*** Task material ***

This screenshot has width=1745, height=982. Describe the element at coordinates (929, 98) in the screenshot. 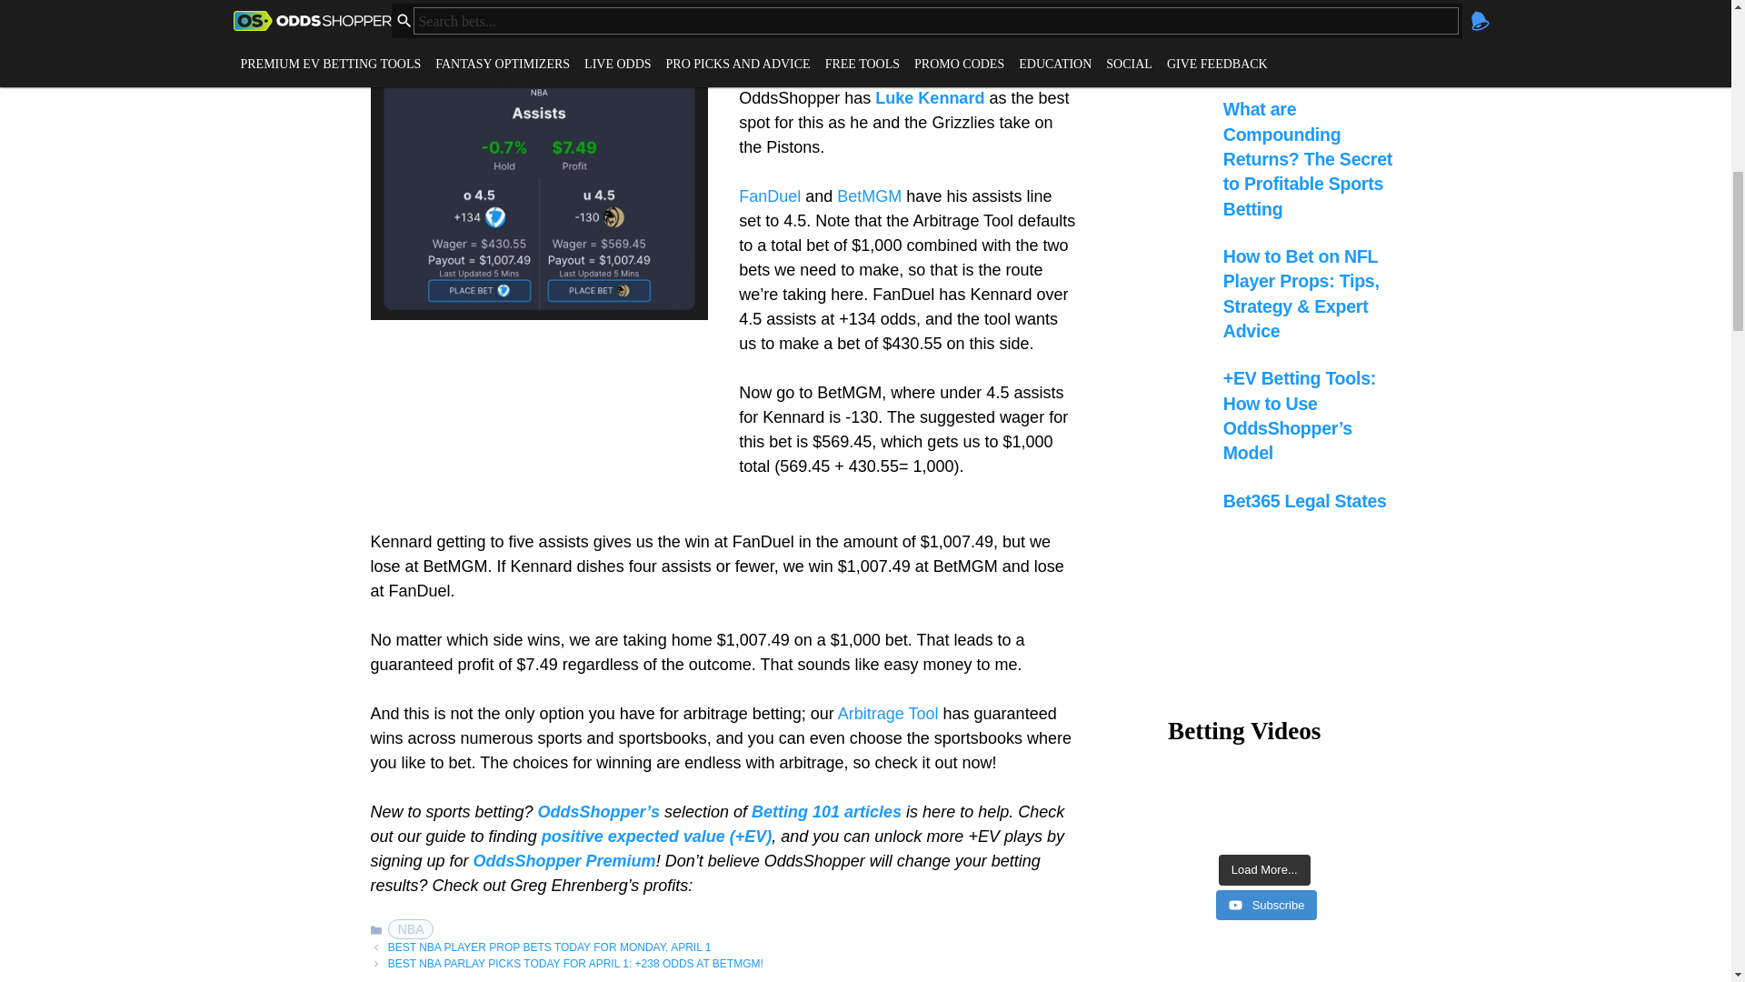

I see `Best Bets for Luke Kennard` at that location.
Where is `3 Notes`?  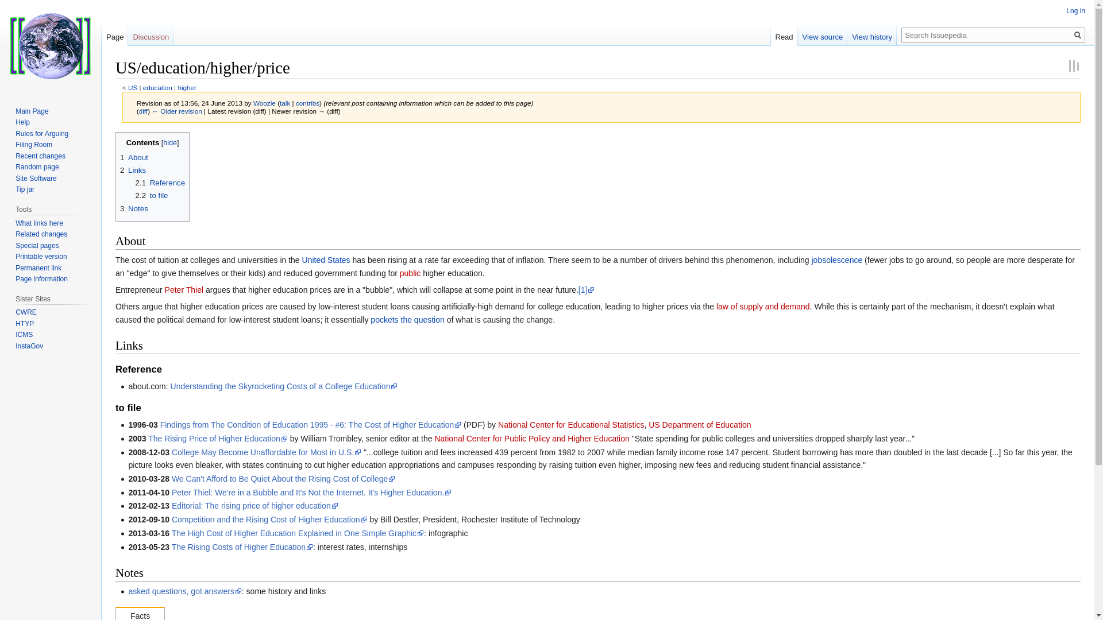
3 Notes is located at coordinates (134, 209).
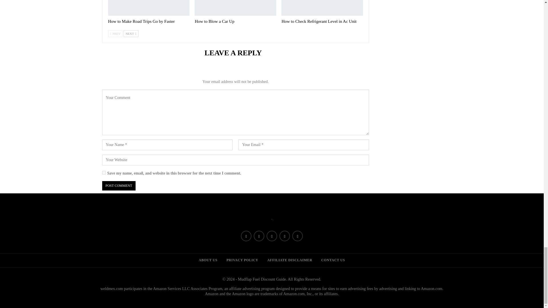 This screenshot has height=308, width=548. I want to click on How to Make Road Trips Go by Faster, so click(149, 8).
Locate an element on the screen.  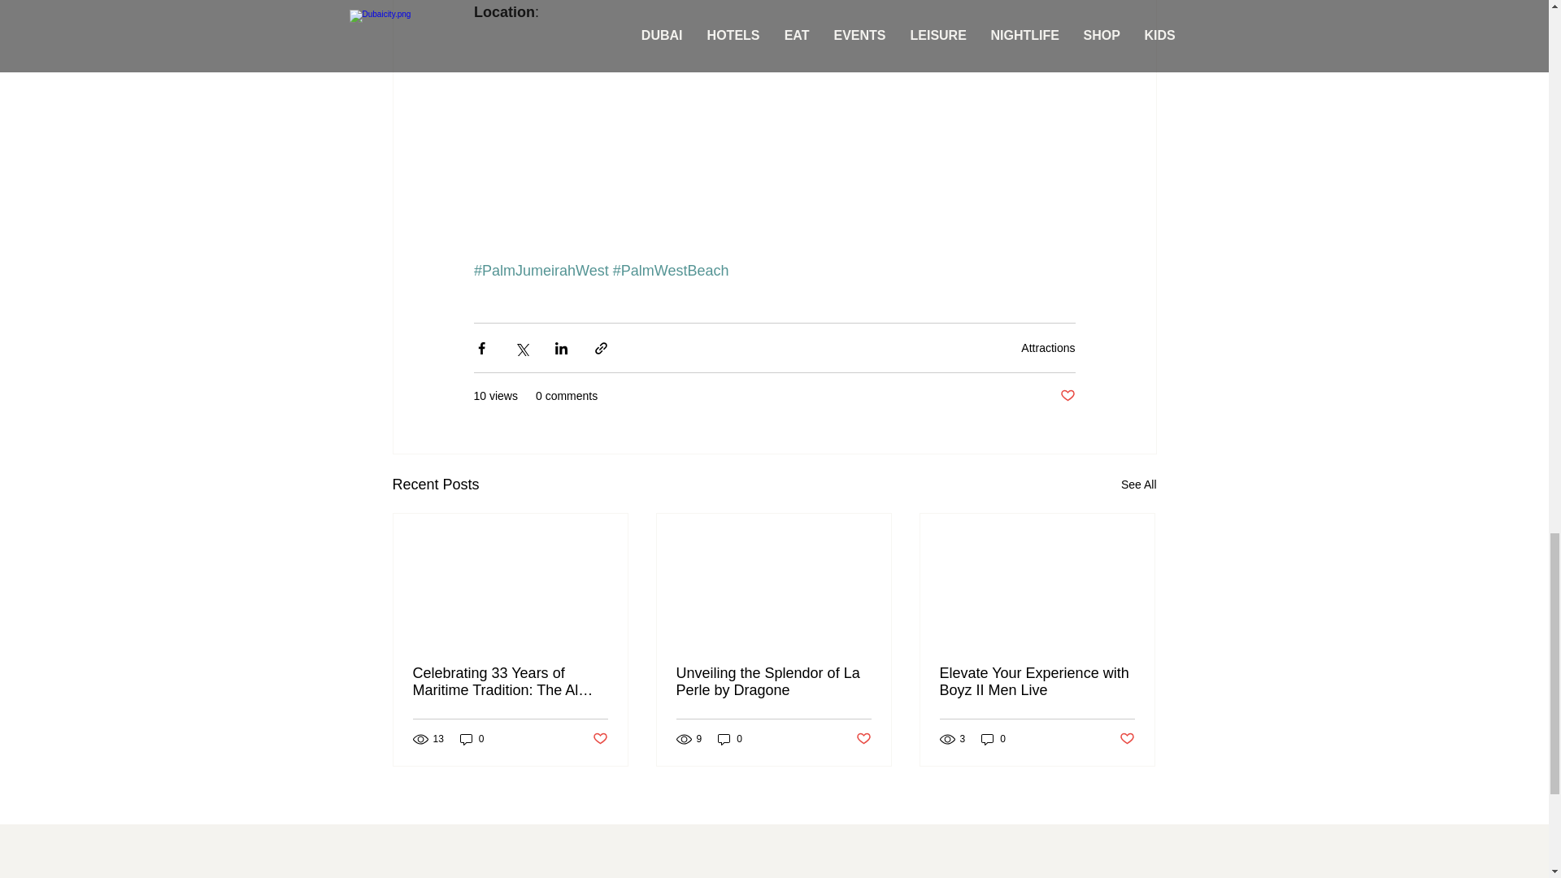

***

*Aim of the exercise*
Each record must appear again exactly as written above, without its pictures.

*Written solution*
This screenshot has width=1745, height=982. Describe the element at coordinates (929, 98) in the screenshot. 

I see `Best Bets for Luke Kennard` at that location.
Where is `3 Notes`?  
3 Notes is located at coordinates (134, 209).
 This screenshot has height=308, width=548. I want to click on How to Make Road Trips Go by Faster, so click(149, 8).
Locate an element on the screen.  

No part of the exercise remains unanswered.